BIM35475 - Capital/revenue divide: tangible assets: case law: a tale of two railways

Highland Railway Co. v Balderston (Surveyor of Taxes) (1889) 2 TC 485

Rhodesia Railways Ltd. v Collector of Income Tax, Bechuanaland Protectorate [1933] AC 368

Both these cases involved the extensive re-laying of railway track. In the case of the Highland Railway the expenditure was found to be an improvement and capital expenditure, whilst the work carried out by Rhodesia Railways was simply a repair.

Following its takeover of the Sutherland & Caithness Railway in 1884, the Highland Railway re-laid the track to bring it up to the standard of the rest of the Highland Railway.

This contrasts with Rhodesia Railways, where in 1929 it was recognised that the track originally laid in 1896/7 had deteriorated over time and was in need of significant repairs. In the period under appeal, the Railway had worked on 74 miles of the 394 miles of track in the Protectorate.

Rhodesia Railways also did some work that it accepted was an improvement and these costs were disallowed as capital expenditure. Otherwise the work:

‘… was to bring the track back to normal condition and the line as renewed was not capable of giving more service than the original line.’

In Highland Railway, the Lord President (Inglis) explained at pages 488-9 why the work was an improvement not a repair:

‘…it must be kept in view that this is not a mere relaying of the line after the old fashion; it is not taking away rails that are worn out or partially worn out, and renewing them in whole or in part along with the whole line. That would not alter the character of the line; it would not affect the nature of the heritable property possessed by the Company. But what has been done is to substitute one kind of rail for another, steel rails for iron rails. Now that is a material alteration and a very great improvement on the corpus of the heritable estate belonging to the Company, and so stated is surely a charge against capital. All that is done, it will be observed from the details given on page 7 with reference to this matter, is to charge the price of the weight of the rails and chairs; that is to say, the weight in addition to what was the original weight of the rails and chairs. That is the whole charge, and that is a charge made entirely for the improvement of the property, the permanent improvement of the property. Now how that can be anything but a charge against capital I am unable to see.’

In their judgment in Rhodesia Railways, the Privy Council quoted this passage saying that:

‘The contrast between the cost of relaying the line so as to restore it to its original condition and the cost of relaying the line so as to improve it is well brought out in the passage just quoted.’

The difference between the two cases was that Rhodesia Railways ended up with a line that was in good condition, but otherwise was the same as before. You could run the same number of trains and the same size of train. The Highland Railway, in contrast, had ended up with a better railway than was there before, the trains could be bigger and the trains could go faster.

In the Highland Railway case, the Lord President also made it clear, at page 487, that he saw the cost of improvements as part of the costs of acquiring the line:

‘It appears to me, therefore, that they must have purchased or acquired this Sutherland and Caithness line at a lower figure than it would otherwise have brought in consequence of its being in that imperfect condition; and if they did so it appears to follow of necessity that the renewal or improvement of this Sutherland and Caithness line to bring it up to the proper standard is just part of the cost of that line to work along with the main line. If it had been brought up to that standard before they bought it, they would have had to pay so much the more for it; and finding it in that condition, and knowing that they could not use it in connexion with the main line without expending this large sum of money upon it, just shows that, although it cannot be said in a proper sense to be part of the price of the line, it is certainly part of the cost of acquiring that line to be wrought along with the main line. I think that is sufficient to dispose of the portion of the case relating to the Sutherland and Caithness line.’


**Task description**
Starting at the line that contains "Identify the location", write out every line through the end of the records below exactly as it appears, and leave out all pictures.

**Data to use**
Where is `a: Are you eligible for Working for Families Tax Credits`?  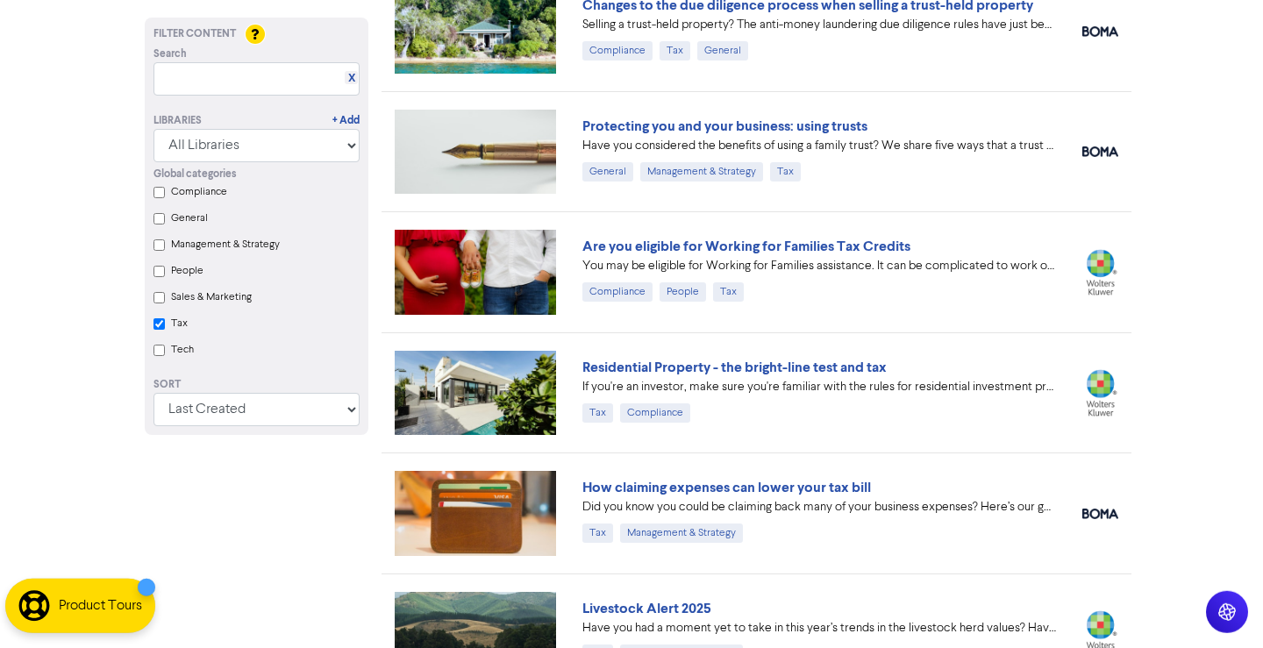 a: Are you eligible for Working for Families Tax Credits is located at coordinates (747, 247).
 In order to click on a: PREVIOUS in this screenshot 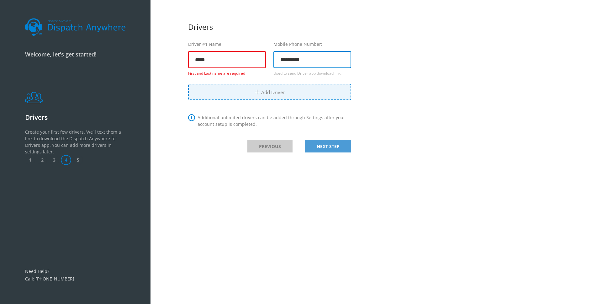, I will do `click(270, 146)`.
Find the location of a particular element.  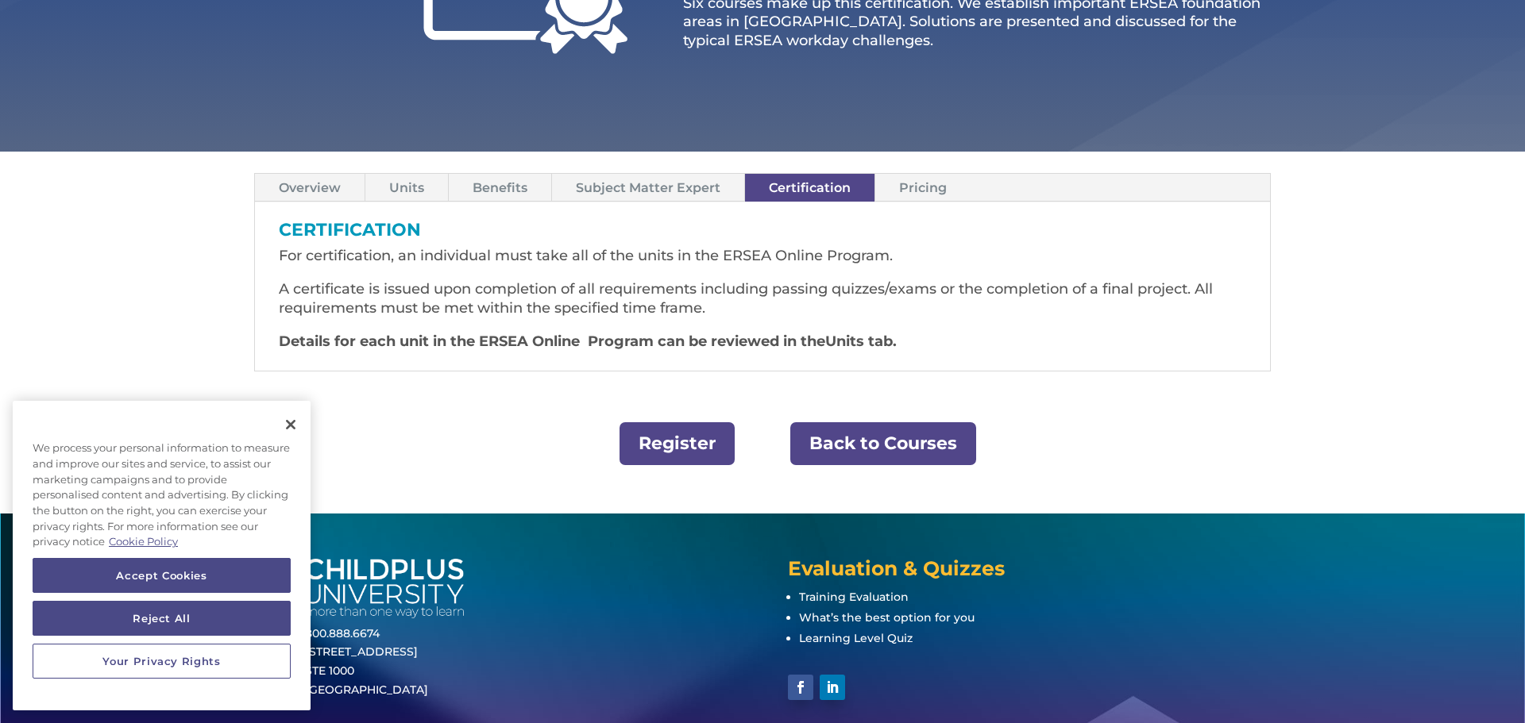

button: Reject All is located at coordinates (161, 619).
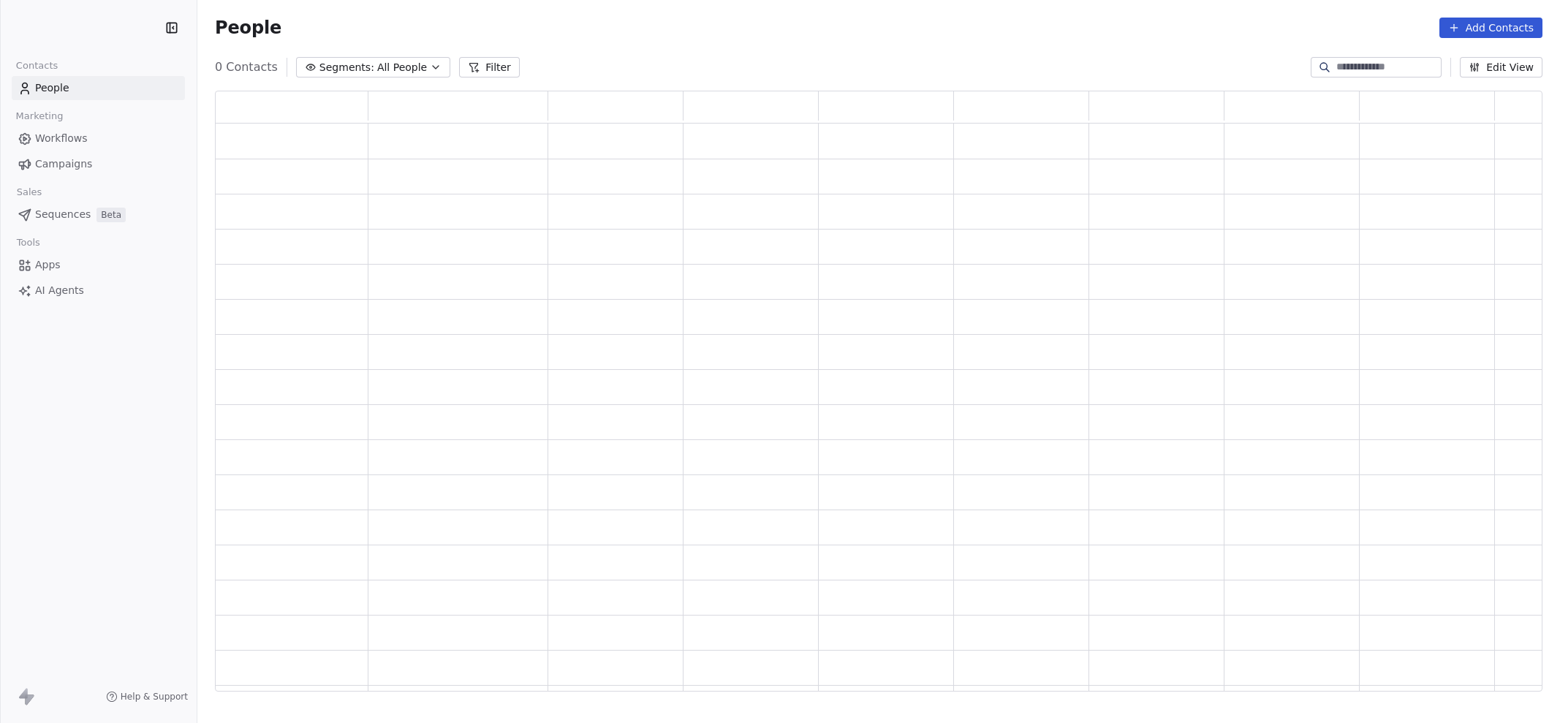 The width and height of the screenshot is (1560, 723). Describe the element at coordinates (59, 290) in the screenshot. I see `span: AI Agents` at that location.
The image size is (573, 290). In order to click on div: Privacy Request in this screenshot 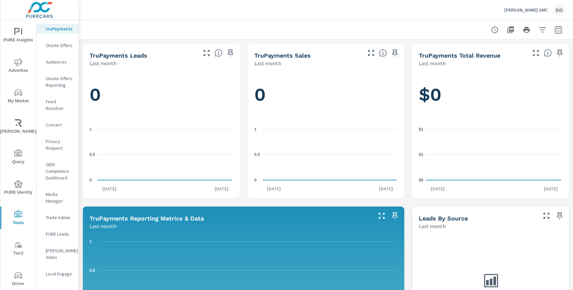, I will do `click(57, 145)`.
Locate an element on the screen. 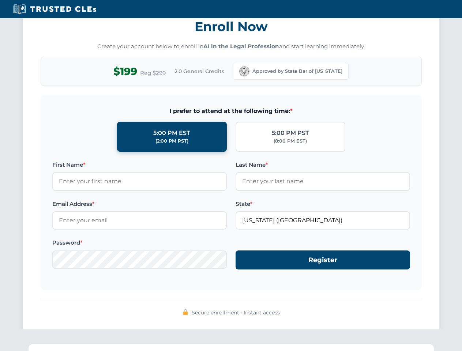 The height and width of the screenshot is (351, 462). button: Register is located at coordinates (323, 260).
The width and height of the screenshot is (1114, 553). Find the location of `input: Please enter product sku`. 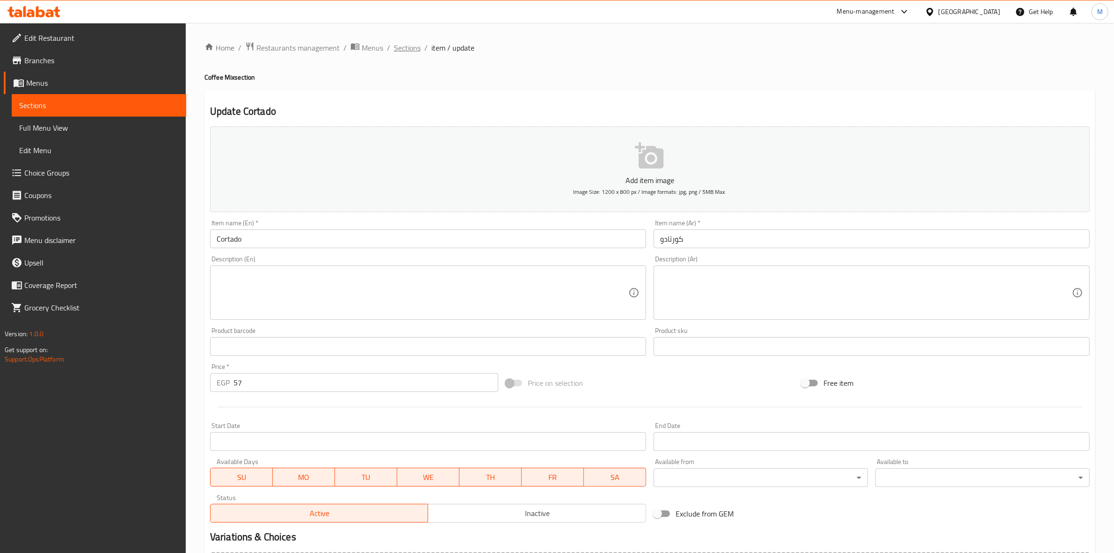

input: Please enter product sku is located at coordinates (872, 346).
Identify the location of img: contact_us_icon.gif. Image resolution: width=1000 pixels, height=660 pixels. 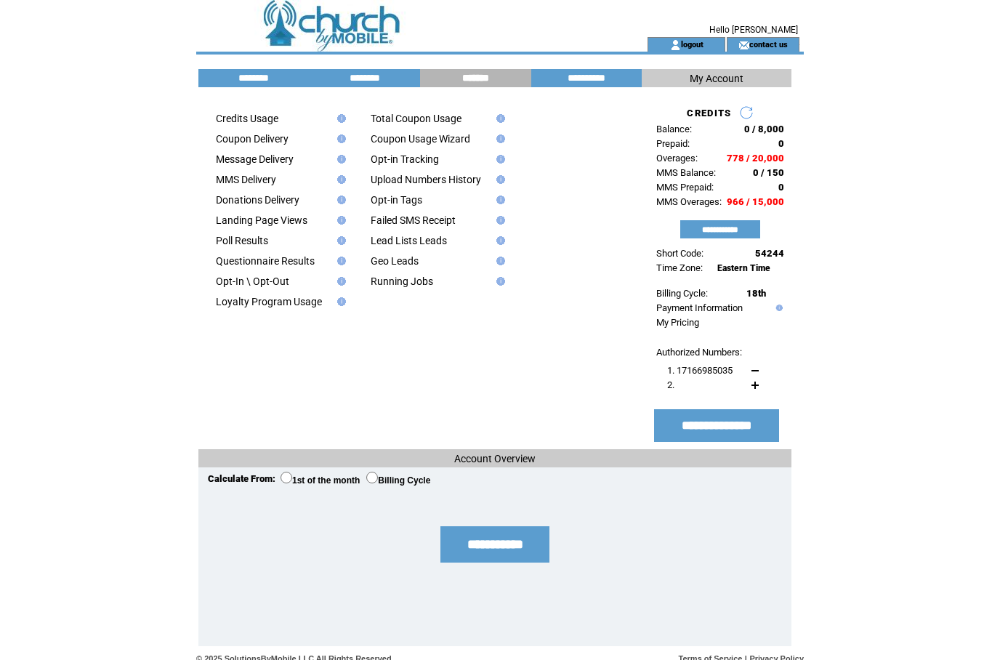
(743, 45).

**Task result**
Identify the location of img: contact_us_icon.gif. Image resolution: width=1000 pixels, height=660 pixels. 
(743, 45).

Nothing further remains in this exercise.